We just started our softball league. Every Friday for two months we have a legitimate excuse to drink copious amounts of beer while getting out of the house; a married man’s break from domestic bliss. Girlfriends and spouses have been known to show up but most understand the sanctity of the softball league. Amy views the league as an excuse for girlfriend time—even if she did give a damn about watching her heavily buzzed husband running around like a fool chasing a ball, with our recent spatting the time apart is needed.
Joey spit a rather vulgar concoction of beer and chewing tobacco from his swollen left cheek as he handed out the remaining jerseys, “Besides I gave everyone a nickname this year,” he defended himself in a tone partially blocked by Copenhagen and his thick country twang.

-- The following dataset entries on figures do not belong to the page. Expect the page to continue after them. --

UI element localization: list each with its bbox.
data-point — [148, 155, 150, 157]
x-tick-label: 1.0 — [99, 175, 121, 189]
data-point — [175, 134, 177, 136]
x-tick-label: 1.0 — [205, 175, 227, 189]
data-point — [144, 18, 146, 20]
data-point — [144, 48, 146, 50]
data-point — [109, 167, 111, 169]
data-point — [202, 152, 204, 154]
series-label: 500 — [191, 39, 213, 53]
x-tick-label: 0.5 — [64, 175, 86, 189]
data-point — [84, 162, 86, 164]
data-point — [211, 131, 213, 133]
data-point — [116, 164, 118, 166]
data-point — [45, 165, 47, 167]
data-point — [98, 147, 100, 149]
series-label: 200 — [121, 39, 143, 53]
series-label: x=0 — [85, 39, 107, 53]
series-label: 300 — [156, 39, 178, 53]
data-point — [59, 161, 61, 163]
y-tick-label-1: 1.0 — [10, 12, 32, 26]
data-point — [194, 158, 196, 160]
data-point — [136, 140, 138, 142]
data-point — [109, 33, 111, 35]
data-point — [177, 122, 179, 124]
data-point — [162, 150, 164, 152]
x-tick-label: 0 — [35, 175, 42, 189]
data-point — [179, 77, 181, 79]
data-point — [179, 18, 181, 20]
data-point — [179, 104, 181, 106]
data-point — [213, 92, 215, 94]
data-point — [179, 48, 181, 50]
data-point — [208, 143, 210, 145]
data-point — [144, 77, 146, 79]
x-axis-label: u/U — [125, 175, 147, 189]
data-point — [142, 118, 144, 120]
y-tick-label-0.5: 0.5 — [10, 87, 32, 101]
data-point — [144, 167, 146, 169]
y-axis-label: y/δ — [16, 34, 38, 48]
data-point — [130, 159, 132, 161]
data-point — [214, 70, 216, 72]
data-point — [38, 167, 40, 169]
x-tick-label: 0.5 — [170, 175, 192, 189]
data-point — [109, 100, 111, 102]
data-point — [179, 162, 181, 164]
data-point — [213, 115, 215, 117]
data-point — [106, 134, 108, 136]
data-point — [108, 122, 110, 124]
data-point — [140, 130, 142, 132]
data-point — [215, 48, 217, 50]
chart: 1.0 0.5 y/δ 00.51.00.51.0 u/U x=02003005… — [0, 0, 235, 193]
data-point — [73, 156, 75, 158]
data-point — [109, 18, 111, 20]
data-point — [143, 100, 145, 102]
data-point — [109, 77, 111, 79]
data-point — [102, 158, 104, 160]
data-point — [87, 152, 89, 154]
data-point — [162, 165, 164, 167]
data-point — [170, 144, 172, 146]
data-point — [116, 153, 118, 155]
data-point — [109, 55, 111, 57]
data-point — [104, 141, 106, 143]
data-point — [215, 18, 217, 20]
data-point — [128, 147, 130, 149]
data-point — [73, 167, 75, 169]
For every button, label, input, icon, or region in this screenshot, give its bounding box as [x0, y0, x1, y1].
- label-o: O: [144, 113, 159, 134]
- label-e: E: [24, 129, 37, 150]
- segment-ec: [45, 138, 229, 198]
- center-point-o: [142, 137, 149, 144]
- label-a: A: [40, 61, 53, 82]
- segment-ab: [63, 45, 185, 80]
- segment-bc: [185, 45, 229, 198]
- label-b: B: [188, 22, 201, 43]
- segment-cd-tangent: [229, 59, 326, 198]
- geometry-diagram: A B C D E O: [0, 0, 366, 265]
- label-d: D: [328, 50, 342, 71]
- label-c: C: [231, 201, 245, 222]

“Jesus, Joey, the Cowboys—that’s real freakin’ original, man!” Denny responded as he demonstrated a curiously unnecessary round of calisthenics as if he was batting cleanup for the Rangers.
“That’s a great team name, man! We’re like America’s team!” he responded laughing as the newly anointed “Cowboys” groaned in discontent as we chugged beer before the first inning in the visitor’s dugout.

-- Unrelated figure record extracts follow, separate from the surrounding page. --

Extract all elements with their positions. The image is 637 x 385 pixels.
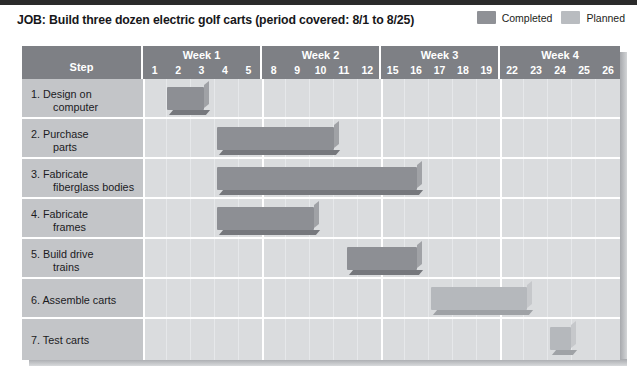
task-label-6: 6. Assemble carts [31,294,143,307]
chart-header-row: Step Week 1 1 2 3 4 5 Week 2 8 9 10 11 1… [22,46,620,79]
gantt-bar-task-6[interactable] [431,287,527,310]
bar-face [550,327,571,350]
task-name-cont: computer [42,101,98,113]
task-label-5: 5. Build drive trains [31,248,143,274]
week-1-label: Week 1 [143,49,260,61]
task-number: 2. [31,128,40,140]
day-cell: 17 [428,64,451,76]
chart-shadow-bottom [29,359,627,366]
header-week-3: Week 3 15 16 17 18 19 [381,46,500,79]
day-cell: 10 [309,64,332,76]
row-separator [22,197,620,199]
day-cell: 5 [237,64,260,76]
day-cell: 12 [356,64,379,76]
row-separator [22,117,620,119]
bar-face [217,167,417,190]
bar-side-right [417,241,422,268]
header-week-4: Week 4 22 23 24 25 26 [500,46,620,79]
legend-swatch-completed [477,11,496,24]
week-4-label: Week 4 [500,49,620,61]
row-separator [22,317,620,319]
day-cell: 1 [143,64,166,76]
legend-item-planned: Planned [561,11,625,24]
gantt-bar-task-1[interactable] [167,87,204,110]
task-name: Fabricate [43,168,88,180]
bar-face [431,287,527,310]
legend-swatch-planned [561,11,580,24]
week-2-label: Week 2 [262,49,379,61]
task-name-cont: trains [42,261,79,273]
bar-side-right [527,281,532,308]
task-label-7: 7. Test carts [31,334,143,347]
day-cell: 23 [524,64,548,76]
week-1-days: 1 2 3 4 5 [143,64,260,76]
bar-side-right [571,321,576,348]
task-name: Purchase [43,128,89,140]
header-week-2: Week 2 8 9 10 11 12 [262,46,381,79]
bar-side-right [417,161,422,188]
legend-item-completed: Completed [477,11,553,24]
page-title: JOB: Build three dozen electric golf car… [17,13,447,27]
gantt-bar-task-7[interactable] [550,327,571,350]
bar-side-right [334,121,339,148]
task-name-cont: fiberglass bodies [42,181,134,193]
day-cell: 11 [332,64,355,76]
day-cell: 26 [596,64,620,76]
task-name: Design on [43,88,92,100]
chart-grid: 1. Design on computer 2. Purchase parts … [22,79,620,360]
week-4-days: 22 23 24 25 26 [500,64,620,76]
gantt-bar-task-5[interactable] [347,247,417,270]
task-name-cont: parts [42,141,77,153]
day-cell: 8 [262,64,285,76]
gantt-bar-task-4[interactable] [217,207,314,230]
task-name: Fabricate [43,208,88,220]
bar-side-right [314,201,319,228]
bar-side-bottom [552,350,577,355]
bar-side-bottom [169,110,210,115]
week-3-label: Week 3 [381,49,498,61]
header-week-1: Week 1 1 2 3 4 5 [143,46,262,79]
bar-side-right [204,81,209,108]
bar-face [167,87,204,110]
row-separator [22,157,620,159]
legend-label-planned: Planned [586,12,625,24]
gantt-bar-task-3[interactable] [217,167,417,190]
row-separator [22,277,620,279]
task-number: 4. [31,208,40,220]
bar-side-bottom [219,150,340,155]
legend-label-completed: Completed [502,12,553,24]
task-name: Build drive [43,248,93,260]
task-label-4: 4. Fabricate frames [31,208,143,234]
gantt-chart: Step Week 1 1 2 3 4 5 Week 2 8 9 10 11 1… [22,46,620,360]
legend: Completed Planned [477,11,625,24]
day-cell: 4 [213,64,236,76]
task-name: Test carts [43,334,89,346]
task-number: 5. [31,248,40,260]
task-label-3: 3. Fabricate fiberglass bodies [31,168,143,194]
day-cell: 22 [500,64,524,76]
gantt-bar-task-2[interactable] [217,127,334,150]
bar-side-bottom [349,270,423,275]
day-cell: 24 [548,64,572,76]
top-edge-bar [0,0,637,5]
task-label-1: 1. Design on computer [31,88,143,114]
day-cell: 2 [166,64,189,76]
day-cell: 18 [451,64,474,76]
day-cell: 16 [404,64,427,76]
day-cell: 9 [285,64,308,76]
bar-side-bottom [219,190,423,195]
row-separator [22,237,620,239]
bar-side-bottom [219,230,320,235]
bar-face [217,127,334,150]
bar-face [347,247,417,270]
task-name-cont: frames [42,221,86,233]
task-number: 7. [31,334,40,346]
task-name: Assemble carts [42,294,116,306]
week-3-days: 15 16 17 18 19 [381,64,498,76]
task-label-2: 2. Purchase parts [31,128,143,154]
bar-side-bottom [433,310,533,315]
day-cell: 15 [381,64,404,76]
bar-face [217,207,314,230]
header-step-label: Step [70,61,94,73]
day-cell: 19 [475,64,498,76]
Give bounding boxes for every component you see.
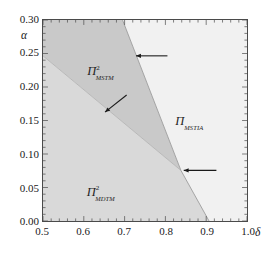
y-tick-label: 0.05 (0, 183, 39, 194)
y-tick-label: 0.10 (0, 149, 39, 160)
y-tick-label: 0.25 (0, 47, 39, 58)
x-tick-label: 0.5 (25, 226, 59, 237)
x-axis-label: δ (255, 226, 260, 238)
x-tick-label: 0.7 (107, 226, 141, 237)
plot-area: Π2MSTM Π2MDTM ΠMSTIA (42, 19, 248, 222)
x-tick-label: 0.8 (149, 226, 183, 237)
x-tick-label: 0.9 (190, 226, 224, 237)
y-tick-label: 0.30 (0, 14, 39, 25)
phase-diagram-figure: 0.30 0.25 0.20 0.15 0.10 0.05 0.00 0.5 0… (0, 0, 272, 255)
y-tick-label: 0.20 (0, 81, 39, 92)
x-tick-label: 0.6 (66, 226, 100, 237)
y-axis-label: α (21, 29, 27, 41)
regions-group (43, 20, 247, 221)
phase-regions-svg (43, 20, 247, 221)
y-tick-label: 0.15 (0, 115, 39, 126)
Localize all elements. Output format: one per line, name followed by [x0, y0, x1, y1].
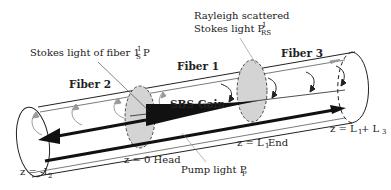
rayleigh-sup: 1 — [262, 21, 266, 29]
right-end-label: z = L — [330, 123, 357, 134]
end-suffix: End — [268, 137, 289, 148]
arrow-head-icon — [38, 128, 60, 144]
pump-pointer — [182, 133, 206, 162]
end-disk — [237, 60, 267, 122]
left-end-sub: 2 — [48, 172, 52, 180]
sbs-gain-label: SBS Gain — [170, 98, 225, 110]
stokes-sup: 1 — [137, 45, 141, 53]
right-end-sub3: 3 — [382, 128, 386, 136]
arrow-head-icon — [330, 105, 346, 114]
right-end-mid: + L — [361, 123, 380, 134]
pump-sub: P — [242, 170, 247, 178]
stokes-sub: S — [136, 53, 141, 61]
head-label: z = 0 Head — [124, 154, 181, 165]
right-end-face — [352, 52, 369, 123]
pump-label: Pump light P — [181, 164, 247, 175]
stokes-label: Stokes light of fiber 1 P — [30, 47, 150, 58]
fiber2-label: Fiber 2 — [69, 78, 111, 90]
rayleigh-sub: RS — [261, 29, 271, 37]
left-end-label: z = -L — [20, 166, 50, 177]
rayleigh-pointer — [240, 38, 256, 64]
end-label: z = L — [237, 137, 264, 148]
fiber3-label: Fiber 3 — [281, 47, 323, 59]
rayleigh-label-line2: Stokes light P — [194, 23, 265, 34]
gray-forward-arrow — [330, 60, 340, 64]
rayleigh-label-line1: Rayleigh scattered — [194, 10, 290, 21]
fiber1-label: Fiber 1 — [177, 60, 219, 72]
fiber-diagram: Fiber 1 Fiber 2 Fiber 3 SBS Gain Stokes … — [0, 0, 391, 190]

We’re a collection of old high school friends, new additions to the pack, and random extras. We all know Joey has a greater talent to get-under-more-skin than a well-hung porn star. Denny and Joey are considered to be mere acquaintances rather then friends, the pair has constantly competed between each other since high school. Denny’s short frame barely contains his cocky attitude and paunchy stomach all of which seem to be held up when he bows his barrel chest. Like Joey he was a great athlete in high school but his body seems to be decaying and falling like a once proud but aging football dynasty. His thick, black eyebrows are manicured just enough to hide the formation of his uni-brow and his equally as dense late-nineties-hip goatee does little to filter out his opinionated, aggressive language.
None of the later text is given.